Duncan B. Hollis is a Professor of Law at the Temple University Beasley School of Law. Professor Hollis’s scholarship focuses on treaties, interpretation, and cyberspace. He recently published (with Allen Weiner) the 7th edition of International Law, one of the leading U.S. textbooks on the subject. Hollis is editor of the Oxford Guide to Treaties (Oxford University Press, 2012), which was awarded the 2013 ASIL Certificate of Merit for High Technical Craftsmanship and Utility to Practicing Lawyers, as well as National Treaty Law and Practice (Martinus Nijhoff, 2005), which offered a comparative perspective on how nineteen nation states engage with treaties in their domestic systems. Professor Hollis’s articles have covered a range of subjects implicating U.S. foreign relations law as well as others that examined the role of interpretation in international law and the challenges of regulating global cybersecurity.

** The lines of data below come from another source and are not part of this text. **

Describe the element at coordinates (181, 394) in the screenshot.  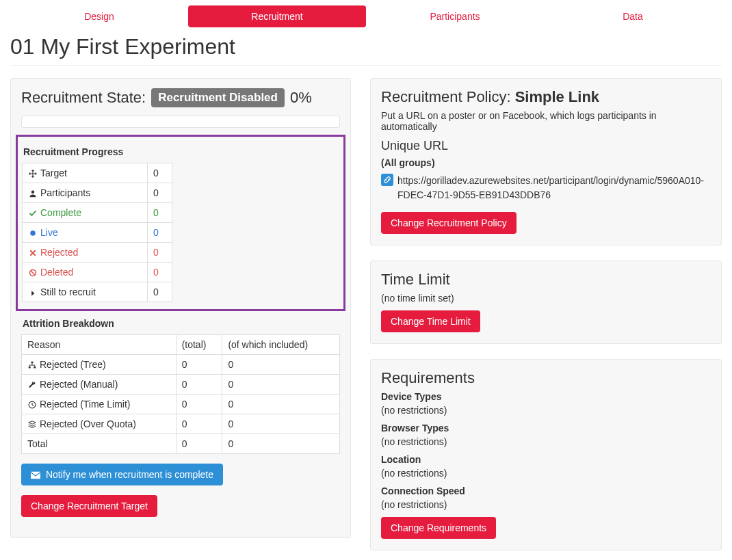
I see `attrition-table: Reason (total) (of which included) Rejec…` at that location.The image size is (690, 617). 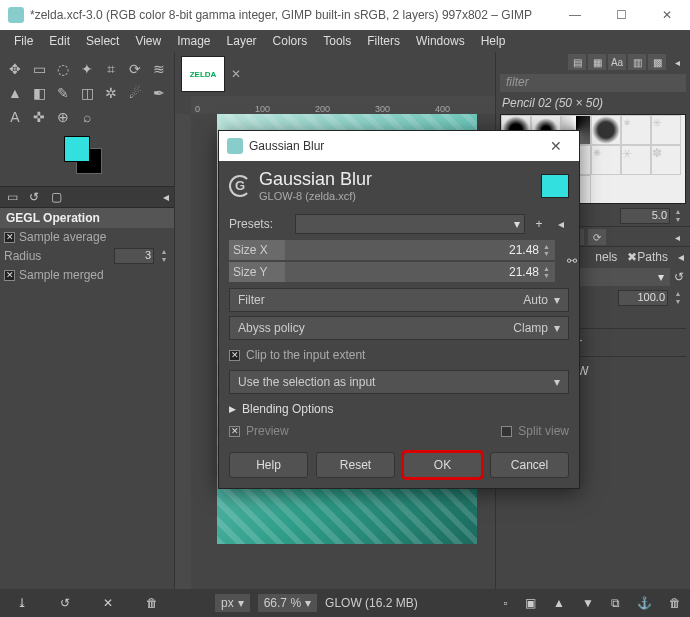 What do you see at coordinates (556, 146) in the screenshot?
I see `dialog-close-icon: ✕` at bounding box center [556, 146].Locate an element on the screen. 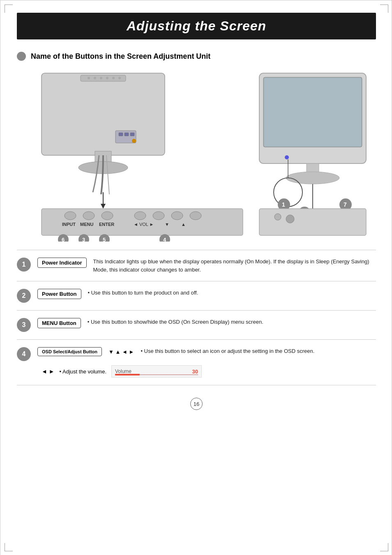 The width and height of the screenshot is (392, 555). svg-text: 4 is located at coordinates (165, 239).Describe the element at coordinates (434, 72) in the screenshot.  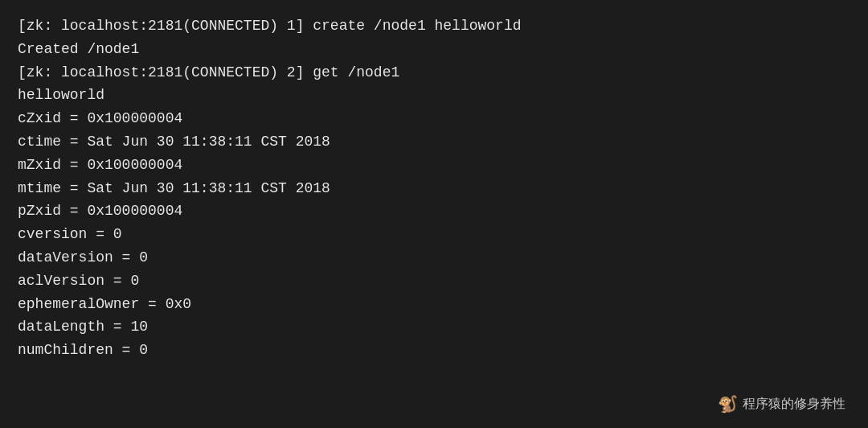
I see `terminal-line-line3: [zk: localhost:2181(CONNECTED) 2] get /n…` at that location.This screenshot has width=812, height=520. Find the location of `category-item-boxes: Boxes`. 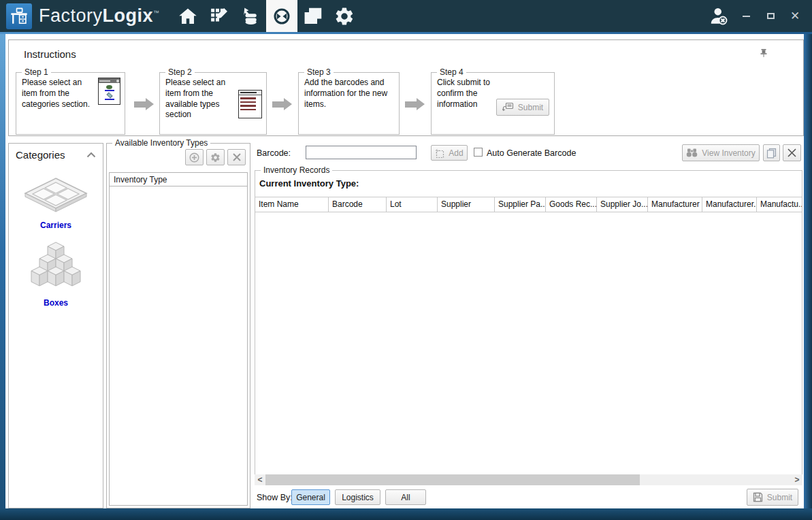

category-item-boxes: Boxes is located at coordinates (56, 274).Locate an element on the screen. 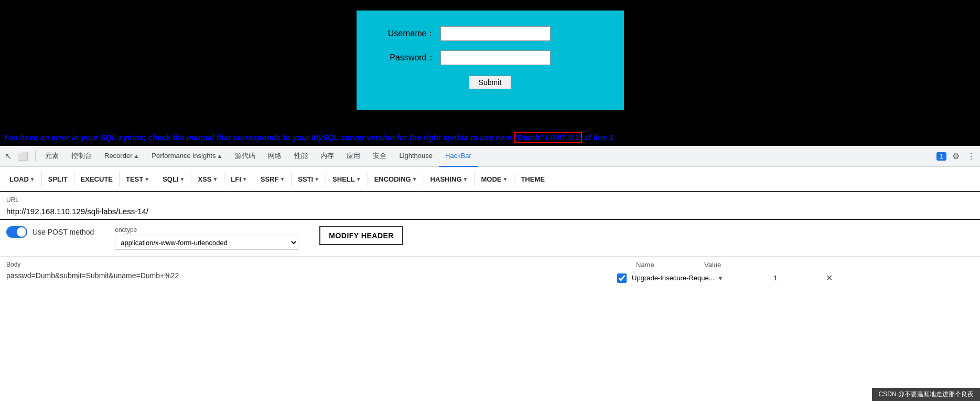 Image resolution: width=980 pixels, height=401 pixels. shell-arrow: ▼ is located at coordinates (359, 180).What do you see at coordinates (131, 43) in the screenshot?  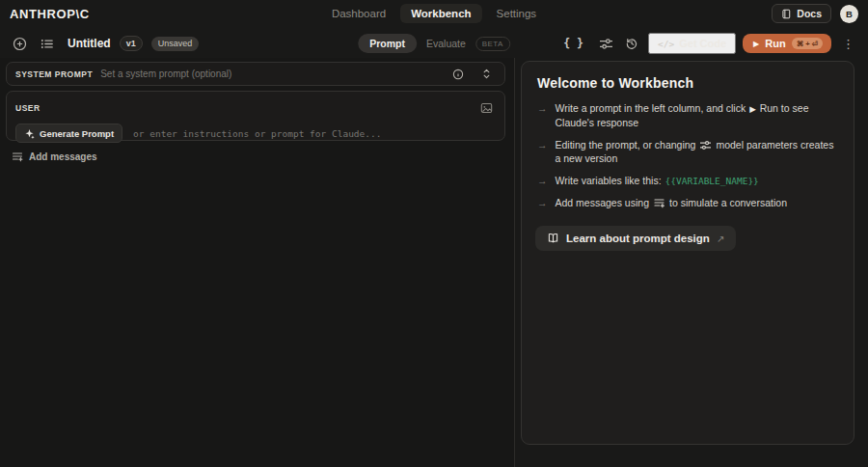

A former Attorney-Adviser at the U.S. Department of State, Professor Hollis is a Non-Resident Scholar at the Carnegie Endowment for International Peace and a member of the American Law Institute, where he serves as an Adviser on its project to draft a Fourth Restatement on the Foreign Relations Law of the United States. He is also an elected member of the OAS’s Inter-American Juridical Committee, serving as its Rapporteur on Binding and Non-Binding Agreements. Over his career, Professor Hollis has participated in various forms of international litigation and arbitration. He is currently counseling companies like Microsoft on international legal issues arising in cyberspace.